1928 ....through 1931.  Huge tracts of U.P. land, part public domain, part abandoned cutover timberlands, are assembled to become today's million-acre Ottawa National Forest and 900,000-acre Hiawatha National Forest. Together with the vast state park and forest lands, over one third of the U.P. eventually becomes government owned recreational land.
1929 Some large copper mines of Keweenaw Peninsula close; 85% of Keweenaw County population goes on relief

Ambassador Bridge opened between Detroit and Windsor, Canada

1930s Sea lampreys invade the Great Lakes. The lampreys, along with alewives (introducted in the 1870s),  overfishing, and pollution largely destroys commercial fishing in the U.P. by 1960. The only remaining commercial fishing in the U.P. is by Native Americans, who are allowed to use gill nets.
1930 Michigan's population 4,842,325. Indians in State estimated at 7,000, about 1,214 full-bloods. Blacks number 169,453. Urban centers account for 68.2% of population, almost an exact reversal of 1880

Detroit-Windsor, Canada tunnel opened

1932 February 14. Governor William A. Comstock calls State-wide 'banking holiday' to avoid bank runs after disclosure of condition of Union Guardian Trust Company, Detroit

March 7. "Ford Hunger March' riot occurs at Ford plant in Dearborn

1933 May 2.  Two hundred young men from Detroit arrive at an isolated spot in Chippewa County and set up Camp Raco—Michigan's first Civilian Conservation Corps (CCC) facility.
1935  In the midst of the Great Depression, the United Automobile Workers of America (UAW) is organized in Detroit.
1936 December 30. Spurred by an unfounded rumor that work is going to be transferred to plants with weak union support, autoworkers begin a spontaneous sit-down strike at General Motors Corporation (GMC) plants in Flint.  The strike affects 150,000 workers and closes more than 60 plants in 14 states
1937 Keweenaw Peninsula copper mining again turns upward, production reaching 75,000 pounds
1939 August 9. Tornadoes and freak storms injure scores of persons and cause damage estimated at over a million dollars in Lower Peninsula.
1940 Michigan's population is now 5,256,106

The U.P.'s population declines by 20,000 as booming Southeastern Michigan factories lure laborers.

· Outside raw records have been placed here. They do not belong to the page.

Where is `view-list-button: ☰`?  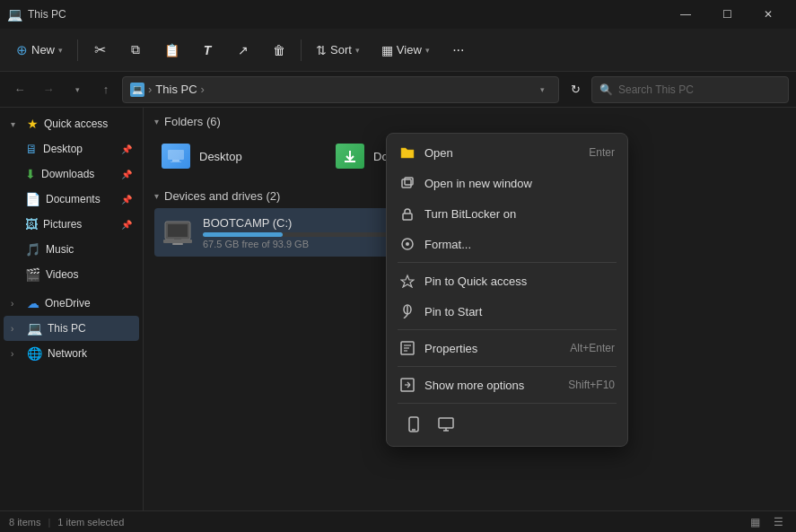
view-list-button: ☰ is located at coordinates (778, 522).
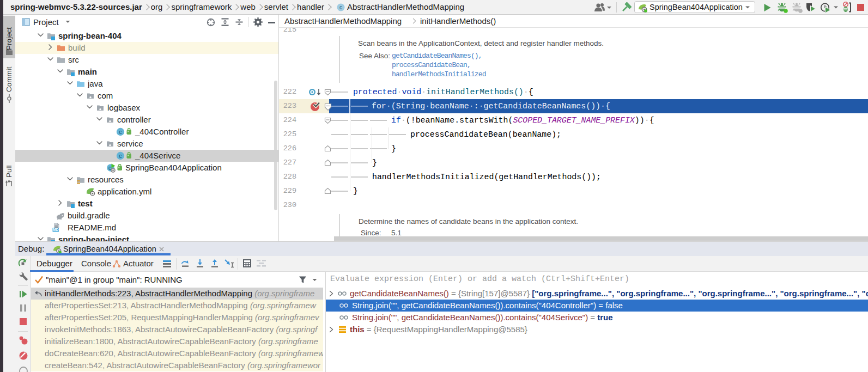 This screenshot has width=868, height=372. What do you see at coordinates (341, 8) in the screenshot?
I see `svg-text: c` at bounding box center [341, 8].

July 15. The world's tallest man, Robert P. Wadlow, 8'9-1/2" tall, dies at Manistee at the age of 22

November 11. Coast Guard officials estimate 65 persons lost their lives in the waters of Lake Michigan in 78 mph gale; sixteen bodies washed ashore at Ludington.

1941 Auto plants are converted to the production of war materials, helping Michigan become known as the "Arsenal of Democracy" on October 1st.
1944 Porcupine State Park is created, eventually growing to 58,000 acres and becoming one of the country's premier parklands.
1947 Tahquamenon Falls State Park, with the U.P.'s biggest waterfall, is finally created after years of assembling parcels. Today it totals over 38,000 acres.
1950s The U.S. Air Force establishes two huge B-52 bases in the U.P., positioned to attack the Soviet Union across the Arctic Circle. Kincheloe AFB is built near Kinross; Sawyer is built just south of Marquette. They both grow into sizable communities of about 10,000. Kincheloe closes in the 1970s, Sawyer in the 1990s.
1957 November 1.  Mackinac Bridge opens, united Michigan's two peninsulas.  U.P tourism grows substantially.
1960 The only remaining commercial fishing in the U.P. is by Native Americans, who are allowed to use gill nets.  (See 1930s entry.)

Sources:
Carpenter, Allan, Enchantment of America: Michigan. Chicago: Children's Press, 1964.
Work Projects Administration, Michigan: A Guide to the Wolverine State. New York: Oxford University Press, 1949.